His Highness The Aga Khan IV
1935 - 2025

His Highness Prince Karim Al-Hussaini, Aga Khan IV, 49th hereditary Imam of the Shia Ismaili Muslims and direct descendant of the Prophet Muhammad (peace be upon him), passed away peacefully in Lisbon on 4 February 2025, aged 88, surrounded by his family. Prince Karim Aga Khan was the founder and chairman of the Aga Khan Development Network, including the Aga Khan Trust for Culture and its signature programs, the Aga Khan Award for Architecture and the Aga Khan Historic Cities Programme,

 

In 1979, he endowed the Aga Khan Program in Islamic Architecture at MIT and Harvard. The programs have shaped the fields of art history and contemporary architectural practice in an unprecedented way through its seminars, publications, library collections, documentation centers, and generations of alumni who continue to expand the world’s knowledge of art and architecture in the Muslim world. Archnet.org, a collaboration between the Aga Khan Trust for Culture and the Aga Khan Documentation Center, MIT Libraries, is a manifestation of the vision of His Highness Aga Khan IV to facilitate excellence in scholarship and professional practice by providing ready access to quality, unique texts and media focused on architecture, urbanism, environmental and landscape design, conservation issues, visual and material cultures, and related topics, both historic and contemporary, and with a focus on Islamic societies.
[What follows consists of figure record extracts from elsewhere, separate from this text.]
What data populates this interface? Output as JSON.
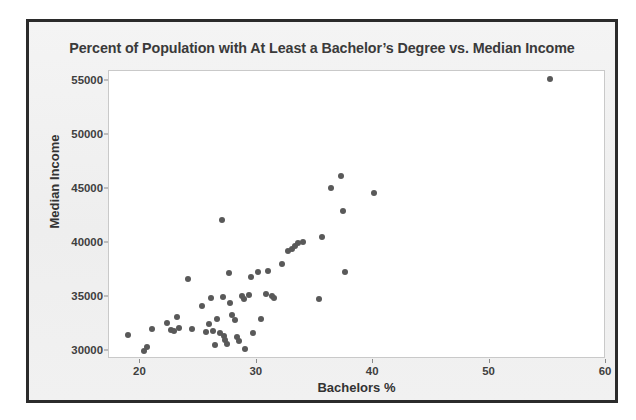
{
  "chart_data": {
    "type": "scatter",
    "title": "Percent of Population with At Least a Bachelor’s Degree vs. Median Income",
    "xlabel": "Bachelors %",
    "ylabel": "Median Income",
    "xlim": [
      17.3,
      60.0
    ],
    "ylim": [
      29300,
      55900
    ],
    "xticks": [
      20,
      30,
      40,
      50,
      60
    ],
    "xtick_labels": [
      "20",
      "30",
      "40",
      "50",
      "60"
    ],
    "yticks": [
      30000,
      35000,
      40000,
      45000,
      50000,
      55000
    ],
    "ytick_labels": [
      "30000",
      "35000",
      "40000",
      "45000",
      "50000",
      "55000"
    ],
    "grid": false,
    "legend": false,
    "marker_color": "#595959",
    "plot_background": "#ffffff",
    "figure_background": "#f1f1f1",
    "series": [
      {
        "name": "States",
        "points": [
          [
            18.9,
            31500
          ],
          [
            20.3,
            30000
          ],
          [
            20.6,
            30450
          ],
          [
            21.0,
            32100
          ],
          [
            22.3,
            32600
          ],
          [
            22.6,
            32000
          ],
          [
            22.9,
            31900
          ],
          [
            23.1,
            33200
          ],
          [
            23.3,
            32200
          ],
          [
            24.1,
            36700
          ],
          [
            24.4,
            32100
          ],
          [
            25.3,
            34200
          ],
          [
            25.6,
            31800
          ],
          [
            25.9,
            32500
          ],
          [
            26.1,
            34900
          ],
          [
            26.2,
            31900
          ],
          [
            26.4,
            30600
          ],
          [
            26.6,
            33000
          ],
          [
            26.8,
            31700
          ],
          [
            27.0,
            42100
          ],
          [
            27.1,
            35000
          ],
          [
            27.2,
            31400
          ],
          [
            27.3,
            31100
          ],
          [
            27.4,
            30700
          ],
          [
            27.6,
            37200
          ],
          [
            27.7,
            34500
          ],
          [
            27.9,
            33400
          ],
          [
            28.1,
            32900
          ],
          [
            28.3,
            31300
          ],
          [
            28.5,
            31000
          ],
          [
            28.7,
            35100
          ],
          [
            28.9,
            34800
          ],
          [
            29.0,
            30250
          ],
          [
            29.3,
            35200
          ],
          [
            29.5,
            36900
          ],
          [
            29.7,
            31700
          ],
          [
            30.1,
            37300
          ],
          [
            30.4,
            33000
          ],
          [
            30.8,
            35300
          ],
          [
            31.0,
            37400
          ],
          [
            31.3,
            35100
          ],
          [
            31.5,
            34900
          ],
          [
            32.2,
            38100
          ],
          [
            32.7,
            39300
          ],
          [
            33.0,
            39500
          ],
          [
            33.3,
            39700
          ],
          [
            33.5,
            40000
          ],
          [
            34.0,
            40100
          ],
          [
            35.3,
            34800
          ],
          [
            35.6,
            40600
          ],
          [
            36.4,
            45100
          ],
          [
            37.2,
            46200
          ],
          [
            37.4,
            43000
          ],
          [
            37.6,
            37300
          ],
          [
            40.1,
            44600
          ],
          [
            55.2,
            55200
          ]
        ]
      }
    ]
  }
}
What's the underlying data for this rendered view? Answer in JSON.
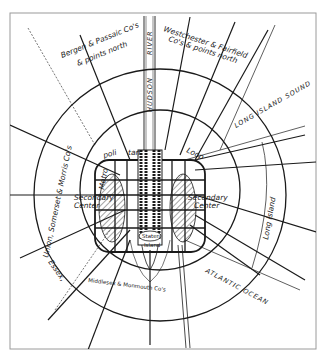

Aga Khan Award for Architecture
“….architecture has a capacity to transform the quality of human existence. More than that, we believed that our Quranic heritage gave us the responsibility, as good stewards of the Divine creation, to shape and reshape our earthly environment in the service of humankind.” -HH Aga Khan IV, 6 September 2013
Aga Khan Historic Cities Programme
"My attention to cultural legacies was triggered, over three decades ago, when I realized that the proud architectural heritage of the Islamic world was endangered. The art forms through which great Islamic cultures had expressed their identity and their ideals were deteriorating. The result, for huge segments of the world’s population, was a fading of cultural memory." -HH Aga Khan IV, 15 May 2013
Aga Khan Trust for Culture
Leverages the transformative power of culture to improve the socio-economic conditions and quality of life of people around the world.
Aga Khan Development Network
96,000 employees in over 30 countries dedicated to improving the quality of life of those in need, mainly in Asia and Africa, irrespective of their origin, faith, or gender.
Aga Khan Museum
"The 1,428 years of the Ummah embrace many civilisations and are therefore characterised by an astonishing pluralism. In particular, this geographic, ethnic, linguistic and religious pluralism has manifested itself at the most defining moments in the history of the Ummah. The Aga Khan Museum Collection will highlight objects drawn from every region and every period, and created from every kind of material in the Muslim world." -HH Aga Khan IV, 17 October 2007
Aga Khan Garden, Alberta
the garden as a symbol of Islamic ideals flourished most magnificently some 500 to 600 years ago – and that happened, of course, in the warmer climates of Southern Asia. And yet, there we were in Edmonton a decade ago, proposing to extend that lovely eastern and southern tradition, at the start of the 21st Century, to the unique natural environment of northern and western Canada. This proposed new garden, to be precise, would be the northern-most Islamic garden ever created." -HH Aga Khan IV, 16 October 2018
Aga Khan Program for Islamic Architecture (AKPIA)
Based at Harvard University and the Massachusetts Institute of Technology (MIT), the Aga Khan Program for Islamic Architecture (AKPIA) is dedicated to the study of Islamic art and architecture, urbanism, landscape design, conservation and the application of that knowledge to contemporary design projects.
The Aga Khan Centre in London
Built to be the embodiment of "the value of education as a force for cooperation and healing in our world and the value of architecture as a source of inspiration and illumination." -HH The Aga Khan, 26 June 2018
Aga Khan Documentation Center at MIT (AKDC@MIT)
Endowed by HH Aga Khan IV both to support the research and teaching needs of AKPIA faculty and students and to make resources available to a global audience, thus building bridges of understanding across cultures and assisting those in areas where access to educational resources is difficult.
The Aga Khan Award for Architecture in 1980
A film documenting the first Aga Khan Award for Architecture ceremony held in Shalimar Gardens, Lahore, in 1980 and the 15 recipients who merged “Islam's rich cultural heritage with modern technology to help solve the problems of individual survival in the contemporary world."
Shiraz Allibhai on the Development of Archnet
Archnet was created to help fulfill HH Aga Khan IV's wish to share knowledge being generated in the programmes He had endowed at Harvard and MIT with scholars and practitioners worldwide.
Al-Azhar Park in Cairo
A massive project to create green space in the center of the historic city, an undertaking that led to archeological discoveries and additional projects to conserve historic architecture.